Under the hood of a Panasas 3100
28 December 2008
1,586 views
4 Comments
I recently picked up a gently used, off-lease Panasas ActiveStor 3100 Parallel Storage Cluster from eBay. The unit powers on and I have been able to console in to the management and storage blades. The next step is to bring the cluster online and learn more about the activeScale operating environment (which appears FreeBSD based..) and the PanFS parallel file system. Documentation online is scarce without an active support contract with Panasas. Look here for updates as they happen.


































Hi Neal,
Did you ever get the Panasas up and running?
Regards,
Casey DuBois
xxxx-xxx-xxxx Direct
Hi Casey,
I did get the chance to tinker with it a little bit before it got put in storage for the move. Anything in particular you were looking for?
- Neal
Hi Neal,
Thanks for the reply.
My company has received quantities of Panasas arrays in the past and I’ve always held out hope that they could be re purposed with some flavor of Linux. I was just hoping that you had made some progress that I could use on the next batch we get.
Regards,
Casey
Hi Casey,
From what I recall, the OS is FreeBSD based.. console access is via the serial port on the front of each device… they have two IDE connections but generally only room enough for one 3.5 inch drive? There doesn’t seem to be an easy way to boot up via a CD so the only options I could think of were to boot over the network or swap out the drives with say a IDE to CF adapter or IDE to USB and go that route. Once the proper drivers / devices are determined for disk and network it gets a little easier with a recent linux kernel.
Once you are able to boot into a basic enough shell with the right drivers you can pull down and install anything you want that works with the hardware.. I never got far enough to learn any more about the back-plane or how to monitor / interact with anything else..
If you have any further information on the hardware (who manufactures the blades and chassis) that would be helpful.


# About this exercise
Look for the line with "has height=512, width=1326." in the data below, then reproduce word for word that line and every line after it. Leave out all pictures and add nothing.

# Exercise data
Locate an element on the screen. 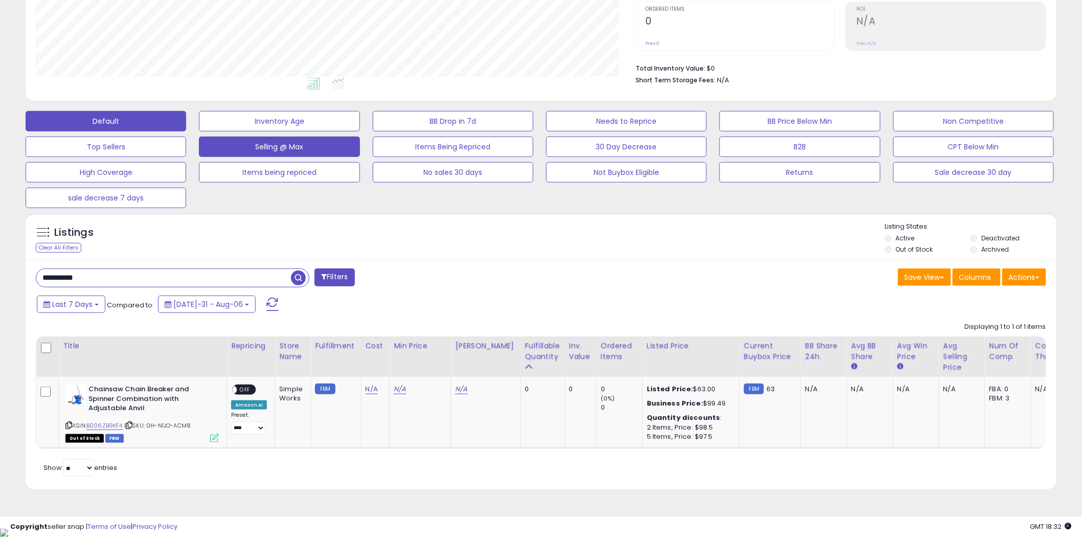 The height and width of the screenshot is (537, 1082). label: Deactivated is located at coordinates (1000, 238).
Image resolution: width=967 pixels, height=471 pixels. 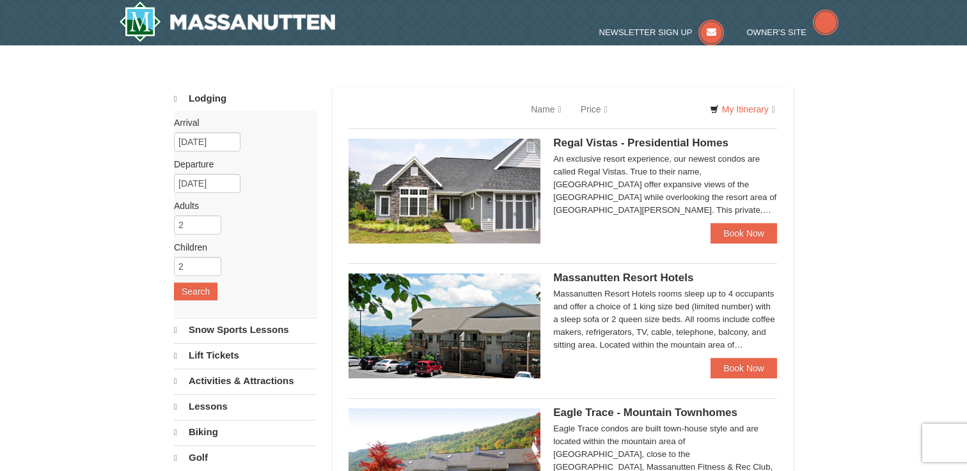 What do you see at coordinates (793, 32) in the screenshot?
I see `a: Owner's Site` at bounding box center [793, 32].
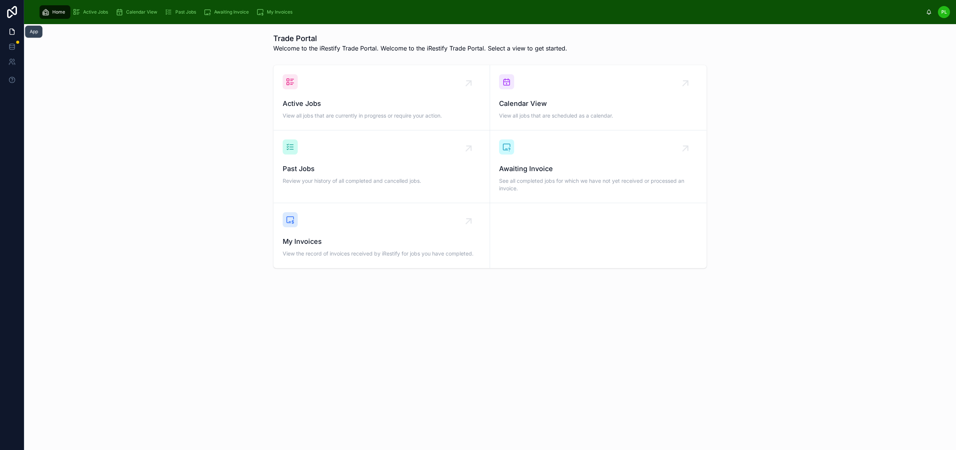 The height and width of the screenshot is (450, 956). What do you see at coordinates (420, 48) in the screenshot?
I see `span: Welcome to the iRestify Trade Portal. Welcome to the iRestify Trade Portal. Select a view to get ...` at bounding box center [420, 48].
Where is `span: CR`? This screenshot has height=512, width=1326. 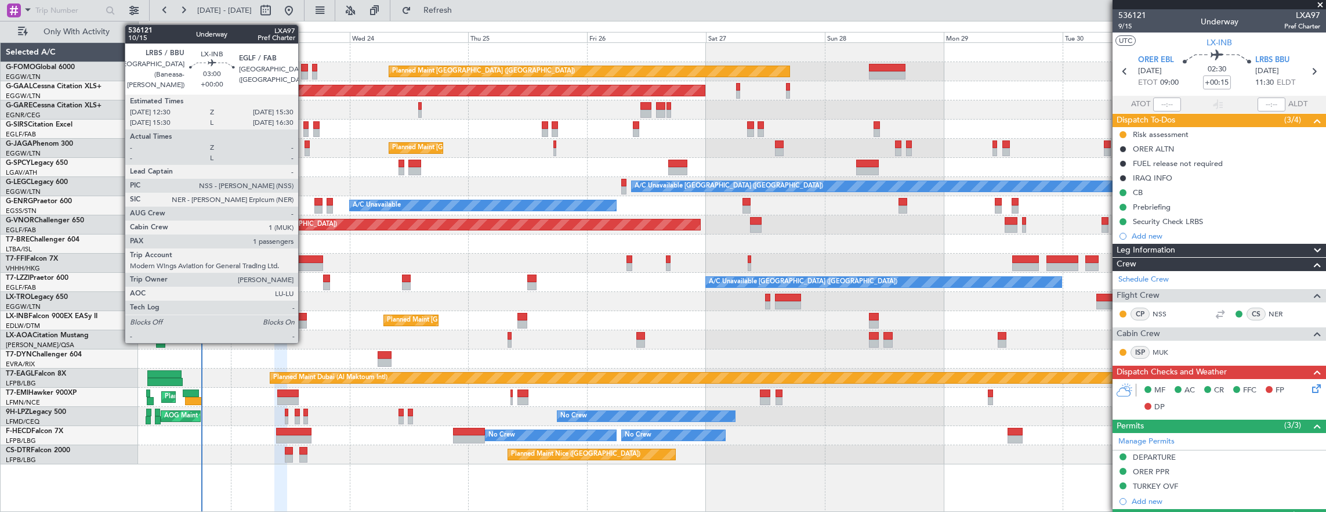
span: CR is located at coordinates (1219, 390).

# Solution for this task
Where is `span: CR`? This screenshot has height=512, width=1326. 
span: CR is located at coordinates (1219, 390).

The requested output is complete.